**Provided entries**

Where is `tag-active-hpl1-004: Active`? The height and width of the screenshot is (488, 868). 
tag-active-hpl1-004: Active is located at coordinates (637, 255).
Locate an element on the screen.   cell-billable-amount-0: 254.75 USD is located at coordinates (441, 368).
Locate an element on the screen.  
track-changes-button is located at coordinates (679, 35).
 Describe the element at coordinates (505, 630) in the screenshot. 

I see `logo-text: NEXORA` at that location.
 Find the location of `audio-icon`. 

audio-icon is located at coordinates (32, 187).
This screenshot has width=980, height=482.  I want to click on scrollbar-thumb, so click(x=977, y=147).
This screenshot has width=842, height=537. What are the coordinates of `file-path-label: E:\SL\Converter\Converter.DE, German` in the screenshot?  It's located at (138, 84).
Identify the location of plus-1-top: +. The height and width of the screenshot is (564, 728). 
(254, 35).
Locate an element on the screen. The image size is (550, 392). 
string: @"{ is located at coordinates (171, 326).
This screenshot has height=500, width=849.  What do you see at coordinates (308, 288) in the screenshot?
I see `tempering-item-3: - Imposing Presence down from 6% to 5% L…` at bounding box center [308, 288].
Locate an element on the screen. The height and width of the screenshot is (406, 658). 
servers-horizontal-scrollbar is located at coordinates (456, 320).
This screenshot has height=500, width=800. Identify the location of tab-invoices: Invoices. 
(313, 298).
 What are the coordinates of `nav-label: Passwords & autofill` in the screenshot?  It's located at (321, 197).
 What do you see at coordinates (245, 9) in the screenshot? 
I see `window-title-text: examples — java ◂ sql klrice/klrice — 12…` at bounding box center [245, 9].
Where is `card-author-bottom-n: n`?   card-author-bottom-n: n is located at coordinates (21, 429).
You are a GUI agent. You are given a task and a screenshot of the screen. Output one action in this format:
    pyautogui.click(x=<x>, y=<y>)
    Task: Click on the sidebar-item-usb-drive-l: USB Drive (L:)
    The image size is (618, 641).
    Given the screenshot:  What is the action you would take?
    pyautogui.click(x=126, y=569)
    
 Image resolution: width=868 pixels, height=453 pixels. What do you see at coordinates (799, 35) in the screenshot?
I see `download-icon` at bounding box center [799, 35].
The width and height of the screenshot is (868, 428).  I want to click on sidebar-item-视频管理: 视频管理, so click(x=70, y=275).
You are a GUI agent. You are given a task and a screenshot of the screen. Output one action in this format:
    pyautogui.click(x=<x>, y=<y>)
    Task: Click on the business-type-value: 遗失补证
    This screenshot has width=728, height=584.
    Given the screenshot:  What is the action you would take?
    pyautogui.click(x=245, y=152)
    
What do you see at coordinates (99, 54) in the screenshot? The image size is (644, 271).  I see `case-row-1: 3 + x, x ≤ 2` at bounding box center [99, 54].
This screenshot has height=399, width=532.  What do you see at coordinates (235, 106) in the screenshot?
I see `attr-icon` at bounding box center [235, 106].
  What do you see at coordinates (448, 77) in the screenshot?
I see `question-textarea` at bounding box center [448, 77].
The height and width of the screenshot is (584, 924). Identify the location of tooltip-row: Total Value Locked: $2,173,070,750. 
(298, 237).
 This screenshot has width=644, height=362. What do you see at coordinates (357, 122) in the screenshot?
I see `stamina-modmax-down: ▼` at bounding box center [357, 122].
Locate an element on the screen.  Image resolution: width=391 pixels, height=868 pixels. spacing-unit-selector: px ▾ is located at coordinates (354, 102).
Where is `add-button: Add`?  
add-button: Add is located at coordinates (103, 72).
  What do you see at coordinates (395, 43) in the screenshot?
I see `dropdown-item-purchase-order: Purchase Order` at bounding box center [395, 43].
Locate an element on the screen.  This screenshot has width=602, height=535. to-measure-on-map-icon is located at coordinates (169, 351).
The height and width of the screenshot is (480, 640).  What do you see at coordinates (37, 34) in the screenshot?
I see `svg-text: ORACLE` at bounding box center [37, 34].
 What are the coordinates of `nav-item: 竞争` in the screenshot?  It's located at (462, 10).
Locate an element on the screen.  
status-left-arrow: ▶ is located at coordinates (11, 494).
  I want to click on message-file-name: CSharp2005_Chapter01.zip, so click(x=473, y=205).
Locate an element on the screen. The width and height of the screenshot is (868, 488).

**What you should do**
A faithful transcription of all the material is what this exercise calls for.

**Reply to the exercise**
Where is `tag-active-hpl1-004: Active`? The height and width of the screenshot is (488, 868). 
tag-active-hpl1-004: Active is located at coordinates (637, 255).
Locate an element on the screen.   cell-billable-amount-0: 254.75 USD is located at coordinates (441, 368).
Locate an element on the screen.  
track-changes-button is located at coordinates (679, 35).
 Describe the element at coordinates (505, 630) in the screenshot. 

I see `logo-text: NEXORA` at that location.
 Find the location of `audio-icon`. 

audio-icon is located at coordinates (32, 187).
This screenshot has width=980, height=482.  I want to click on scrollbar-thumb, so click(x=977, y=147).
This screenshot has width=842, height=537. What are the coordinates of `file-path-label: E:\SL\Converter\Converter.DE, German` in the screenshot?  It's located at (138, 84).
Identify the location of plus-1-top: +. The height and width of the screenshot is (564, 728). 
(254, 35).
Locate an element on the screen. The image size is (550, 392). 
string: @"{ is located at coordinates (171, 326).
This screenshot has height=500, width=849.  What do you see at coordinates (308, 288) in the screenshot?
I see `tempering-item-3: - Imposing Presence down from 6% to 5% L…` at bounding box center [308, 288].
Locate an element on the screen. The height and width of the screenshot is (406, 658). 
servers-horizontal-scrollbar is located at coordinates (456, 320).
This screenshot has height=500, width=800. Identify the location of tab-invoices: Invoices. 
(313, 298).
 What are the coordinates of `nav-label: Passwords & autofill` in the screenshot?  It's located at (321, 197).
 What do you see at coordinates (245, 9) in the screenshot? 
I see `window-title-text: examples — java ◂ sql klrice/klrice — 12…` at bounding box center [245, 9].
Where is `card-author-bottom-n: n`?   card-author-bottom-n: n is located at coordinates (21, 429).
You are a GUI agent. You are given a task and a screenshot of the screen. Output one action in this format:
    pyautogui.click(x=<x>, y=<y>)
    Task: Click on the sidebar-item-usb-drive-l: USB Drive (L:)
    The image size is (618, 641).
    Given the screenshot:  What is the action you would take?
    pyautogui.click(x=126, y=569)
    
 Image resolution: width=868 pixels, height=453 pixels. What do you see at coordinates (799, 35) in the screenshot?
I see `download-icon` at bounding box center [799, 35].
The width and height of the screenshot is (868, 428).  I want to click on sidebar-item-视频管理: 视频管理, so click(x=70, y=275).
You are a GUI agent. You are given a task and a screenshot of the screen. Output one action in this format:
    pyautogui.click(x=<x>, y=<y>)
    Task: Click on the business-type-value: 遗失补证
    This screenshot has width=728, height=584.
    Given the screenshot:  What is the action you would take?
    pyautogui.click(x=245, y=152)
    
What do you see at coordinates (99, 54) in the screenshot? The image size is (644, 271).  I see `case-row-1: 3 + x, x ≤ 2` at bounding box center [99, 54].
This screenshot has height=399, width=532.  What do you see at coordinates (235, 106) in the screenshot?
I see `attr-icon` at bounding box center [235, 106].
  What do you see at coordinates (448, 77) in the screenshot?
I see `question-textarea` at bounding box center [448, 77].
The height and width of the screenshot is (584, 924). Identify the location of tooltip-row: Total Value Locked: $2,173,070,750. 
(298, 237).
 This screenshot has width=644, height=362. What do you see at coordinates (357, 122) in the screenshot?
I see `stamina-modmax-down: ▼` at bounding box center [357, 122].
Locate an element on the screen.  Image resolution: width=391 pixels, height=868 pixels. spacing-unit-selector: px ▾ is located at coordinates (354, 102).
Where is `add-button: Add`?  
add-button: Add is located at coordinates (103, 72).
  What do you see at coordinates (395, 43) in the screenshot?
I see `dropdown-item-purchase-order: Purchase Order` at bounding box center [395, 43].
Locate an element on the screen.  This screenshot has width=602, height=535. to-measure-on-map-icon is located at coordinates (169, 351).
The height and width of the screenshot is (480, 640).  What do you see at coordinates (37, 34) in the screenshot?
I see `svg-text: ORACLE` at bounding box center [37, 34].
 What are the coordinates of `nav-item: 竞争` in the screenshot?  It's located at (462, 10).
Locate an element on the screen.  
status-left-arrow: ▶ is located at coordinates (11, 494).
  I want to click on message-file-name: CSharp2005_Chapter01.zip, so click(x=473, y=205).
Locate an element on the screen. The width and height of the screenshot is (868, 488).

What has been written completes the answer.